The International Comic Salon in Erlangen will be open to the public again from June 16th to 19th. In 2020, the festival, which takes place every two years, was canceled in its classic form due to the coronavirus pandemic and only took place as a digital internet event.

The program is more female, diverse and intercultural than ever before, according to a statement from the city’s cultural office. One focus of the festival is dedicated to comics and popular art from the Democratic Republic of the Congo. The best comics of the past two years are awarded the Max and Moritz Prize.

The Japanese Naoki Urasawa, one of the most influential mangaka of today, receives the Max and Moritz Prize for his outstanding life’s work. 25,000 visitors are expected to attend the event, which takes place every two years.

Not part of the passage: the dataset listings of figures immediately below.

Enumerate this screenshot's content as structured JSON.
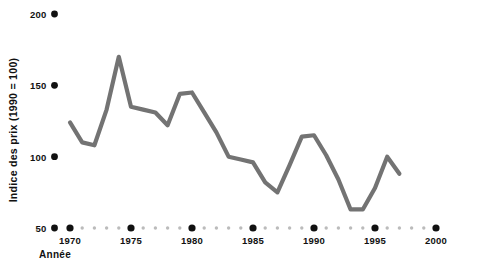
{
  "chart_data": {
    "type": "line",
    "title": "",
    "xlabel": "Année",
    "ylabel": "Indice des prix (1990 = 100)",
    "xlim": [
      1969,
      2001
    ],
    "ylim": [
      50,
      205
    ],
    "grid": false,
    "legend": "none",
    "series_color": "#737373",
    "axis_dot_color": "#111111",
    "minor_dot_color": "#bbbbbb",
    "y_ticks": [
      50,
      100,
      150,
      200
    ],
    "y_tick_labels": [
      "50",
      "100",
      "150",
      "200"
    ],
    "x_ticks": [
      1970,
      1975,
      1980,
      1985,
      1990,
      1995,
      2000
    ],
    "x_tick_labels": [
      "1970",
      "1975",
      "1980",
      "1985",
      "1990",
      "1995",
      "2000"
    ],
    "x_minor_ticks": [
      1971,
      1972,
      1973,
      1974,
      1976,
      1977,
      1978,
      1979,
      1981,
      1982,
      1983,
      1984,
      1986,
      1987,
      1988,
      1989,
      1991,
      1992,
      1993,
      1994,
      1996,
      1997,
      1998,
      1999
    ],
    "x": [
      1970,
      1971,
      1972,
      1973,
      1974,
      1975,
      1976,
      1977,
      1978,
      1979,
      1980,
      1981,
      1982,
      1983,
      1984,
      1985,
      1986,
      1987,
      1988,
      1989,
      1990,
      1991,
      1992,
      1993,
      1994,
      1995,
      1996,
      1997
    ],
    "values": [
      124,
      110,
      108,
      133,
      170,
      135,
      133,
      131,
      122,
      144,
      145,
      131,
      117,
      100,
      98,
      96,
      82,
      75,
      94,
      114,
      115,
      101,
      84,
      63,
      63,
      78,
      100,
      88
    ]
  },
  "series_name": "Indice des prix"
}
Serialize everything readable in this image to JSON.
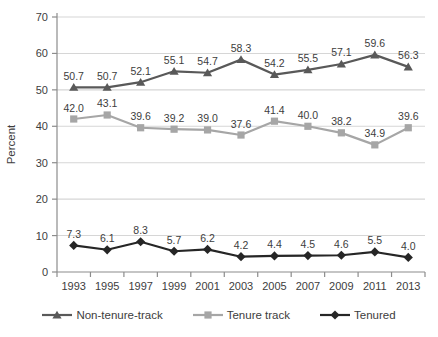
{
  "figure": {
    "background": "#ffffff"
  },
  "colors": {
    "gridline": "#d6d6d6",
    "axis": "#8c8c8c",
    "text": "#3d3d3d",
    "data_label": "#3d3d3d"
  },
  "chart_data": {
    "type": "line",
    "title": "",
    "xlabel": "",
    "ylabel": "Percent",
    "ylim": [
      0,
      70
    ],
    "ytick_step": 10,
    "grid": true,
    "legend_position": "bottom",
    "data_labels": true,
    "categories": [
      "1993",
      "1995",
      "1997",
      "1999",
      "2001",
      "2003",
      "2005",
      "2007",
      "2009",
      "2011",
      "2013"
    ],
    "series": [
      {
        "name": "Non-tenure-track",
        "marker": "triangle",
        "color": "#595959",
        "values": [
          50.7,
          50.7,
          52.1,
          55.1,
          54.7,
          58.3,
          54.2,
          55.5,
          57.1,
          59.6,
          56.3
        ]
      },
      {
        "name": "Tenure track",
        "marker": "square",
        "color": "#a6a6a6",
        "values": [
          42.0,
          43.1,
          39.6,
          39.2,
          39.0,
          37.6,
          41.4,
          40.0,
          38.2,
          34.9,
          39.6
        ]
      },
      {
        "name": "Tenured",
        "marker": "diamond",
        "color": "#262626",
        "values": [
          7.3,
          6.1,
          8.3,
          5.7,
          6.2,
          4.2,
          4.4,
          4.5,
          4.6,
          5.5,
          4.0
        ]
      }
    ]
  }
}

The Comic Salon offers over twenty exhibitions, a program of lectures and discussions, comic readings, a comic film festival and workshops. The organizers say that “Children love comics!” would give young readers a festival within a festival.

More than 200 exhibitors – from publishers to universities to artists who publish themselves – present their program. Around 400 artists from all over the world draw live and sign their books.

Exhibitions are dedicated, among other things, to feminism in comics or the worlds of the feminist artist Liv Strömquist. Retrospectives look at the work of the former Charlie Hebdo artist and comic author Catherine Meurisse and the German artist and storyteller Birgit Weyhe, who also worked for the Tagesspiegel for a long time.

The “father of the graphic novel”, Will Eisner, will be honored with a large historical show with numerous originals, it said.